The following year, we hunted again and I managed to find Momuji – Shin’s English setter – on his first point with a grouse, too far from the road for Shin to get a shot. He sent me in on the point and Bridget flushed the grouse.   I made the shot – the first pointed grouse over the Shin’s setter.  A proud moment for Shin and Momuji.

The last covert I hunted with Shin on the last year I hunted with him, was in the big woods, on the west side of the Allagash Wilderness Waterway.  We hunted an old skidder trail, working our way up a long hill – mixed hardwood forest with lots of young growth and raspberries around the logging openings –  close to half a mile.  Knowing that the walk back to the truck would really tax Shin with his limited mobility, I offered to run back to the truck with Bridget, allowing him to keep hunting uphill with Momuji until I drove the truck up the hill to meet him.  I returned with the truck 30 minutes later to pick him up and there he stood, beaming with a beautiful cock grouse.  “Momuji pointed it and I killed it on the flush.”
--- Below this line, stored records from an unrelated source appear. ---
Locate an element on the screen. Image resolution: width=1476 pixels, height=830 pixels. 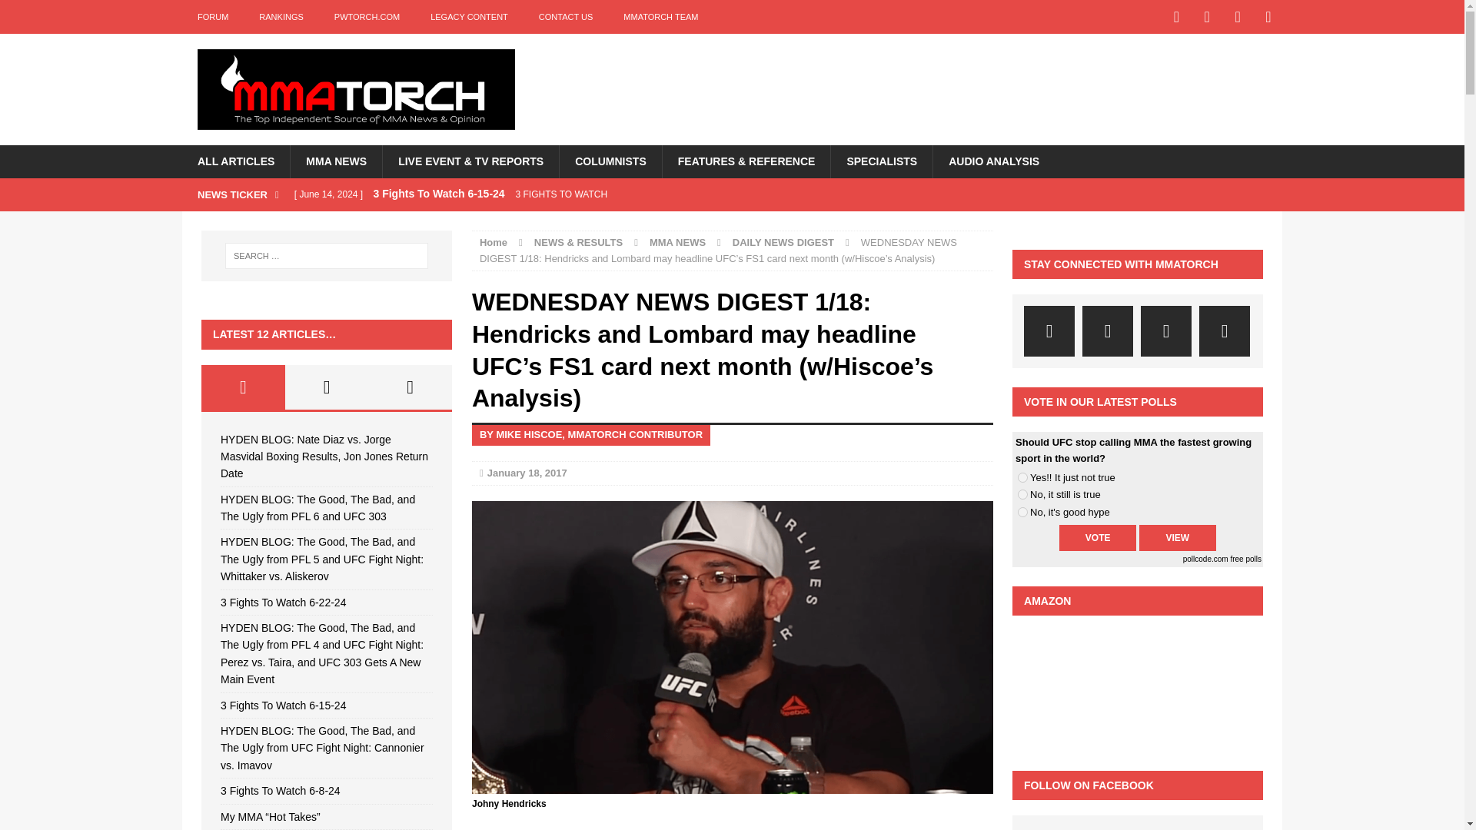
 Vote  is located at coordinates (1098, 538).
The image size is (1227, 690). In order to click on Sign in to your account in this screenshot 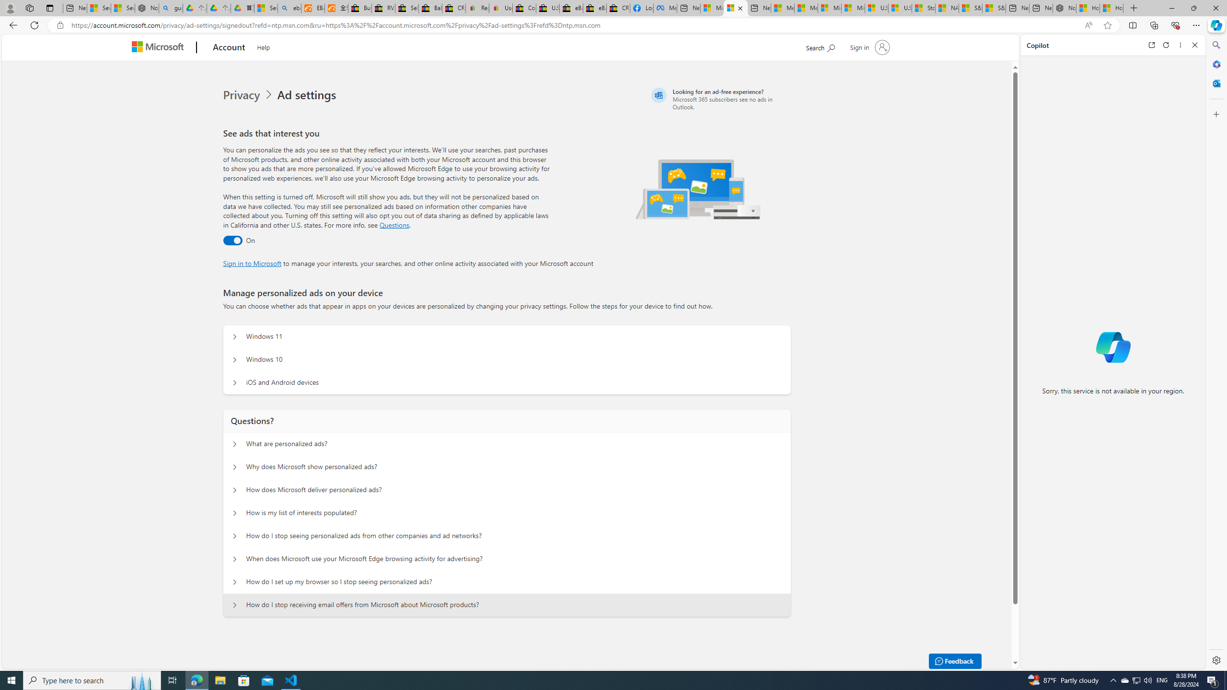, I will do `click(869, 47)`.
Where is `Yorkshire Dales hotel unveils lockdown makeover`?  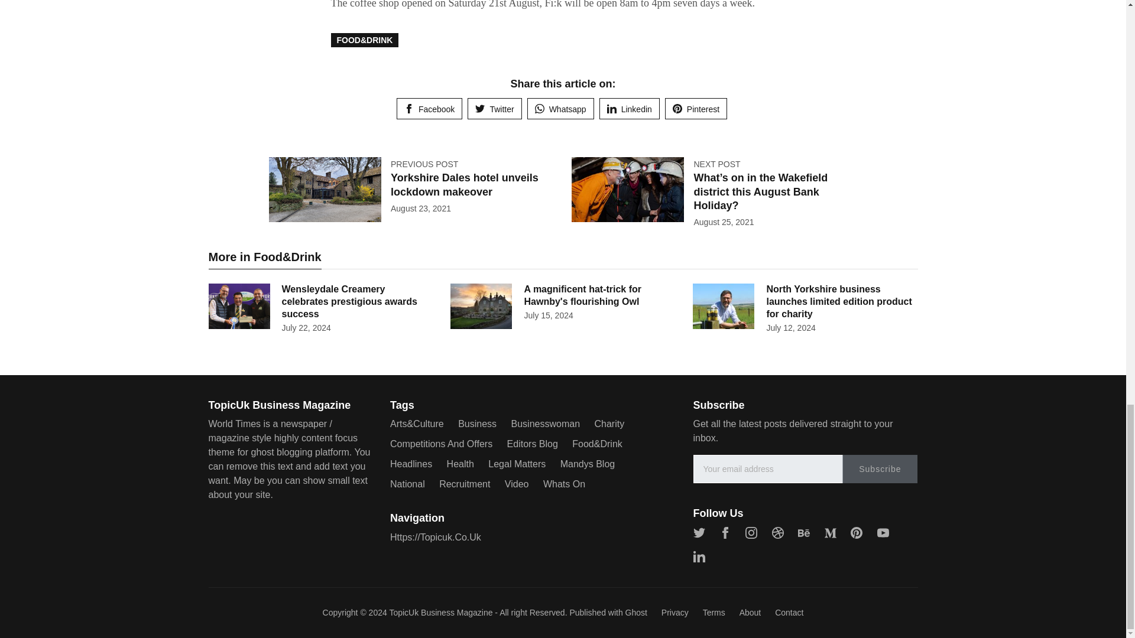 Yorkshire Dales hotel unveils lockdown makeover is located at coordinates (464, 184).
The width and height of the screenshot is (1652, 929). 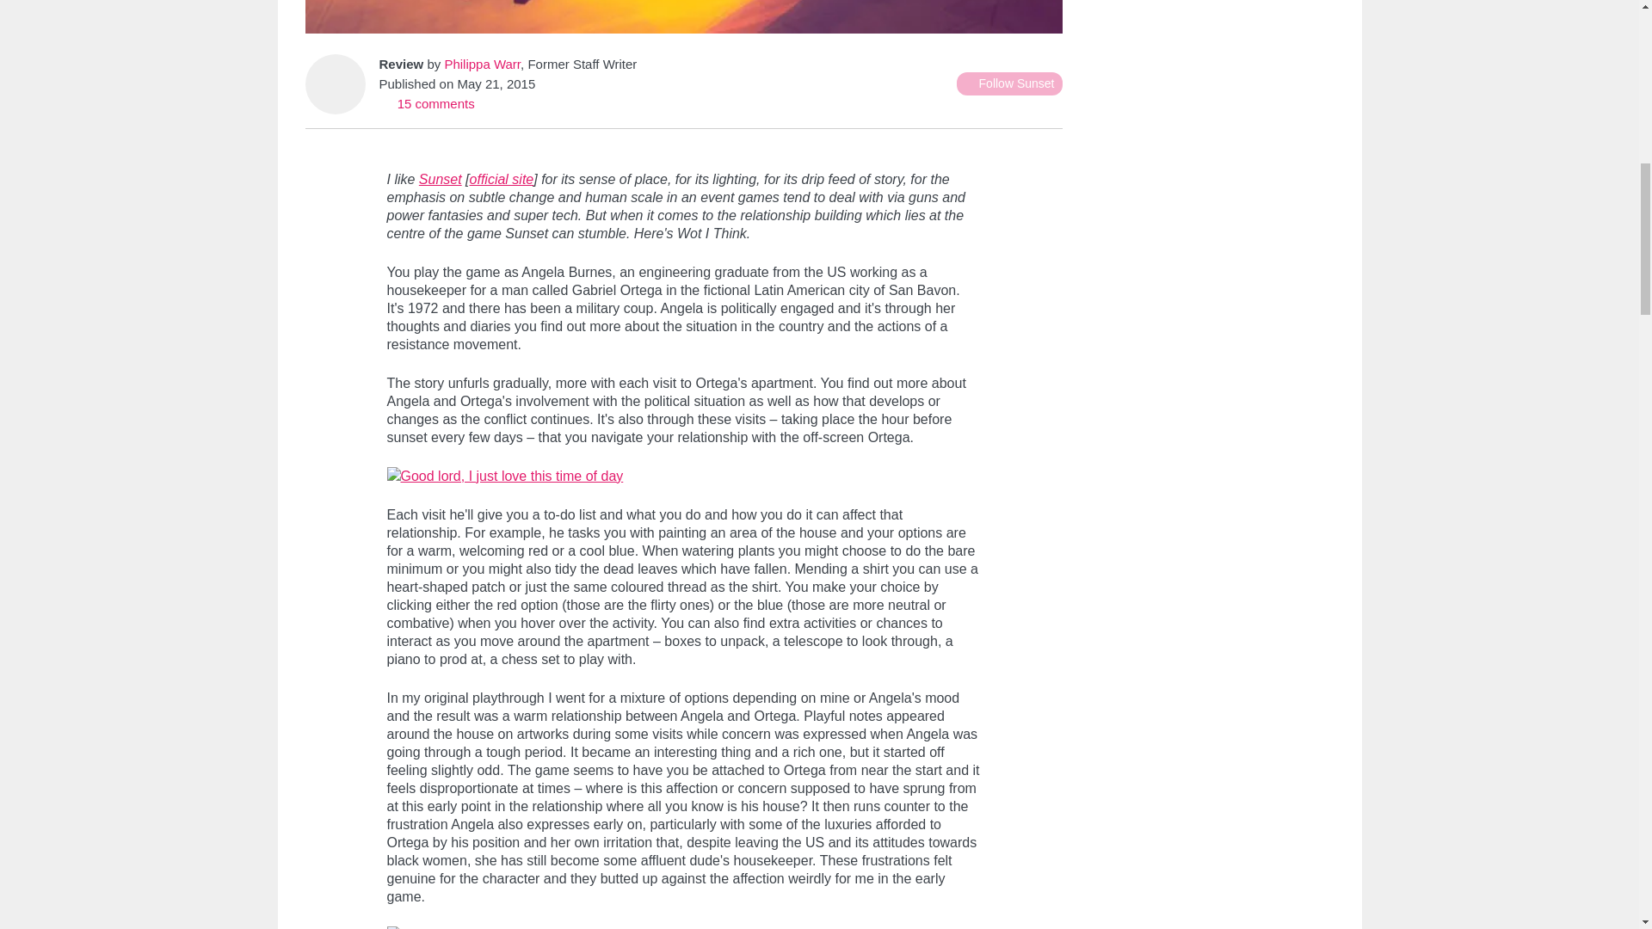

Shin never made it to Weatherby’s, although he was planning to come the year he passed.  We shared a few hunts over the course of several seasons before that time came.  I never saw Momuji again either, but my guess is that the two of them are chasing hares and flushing grouse somewhere in the Big Woods.  Hunts and dogs, I will never forget.

And as for Bridget, I’d bring her coffee anytime.  Hunt on.

And there you have the Chainsaw Grouse😊  Good dog Bridget (And Momuji)!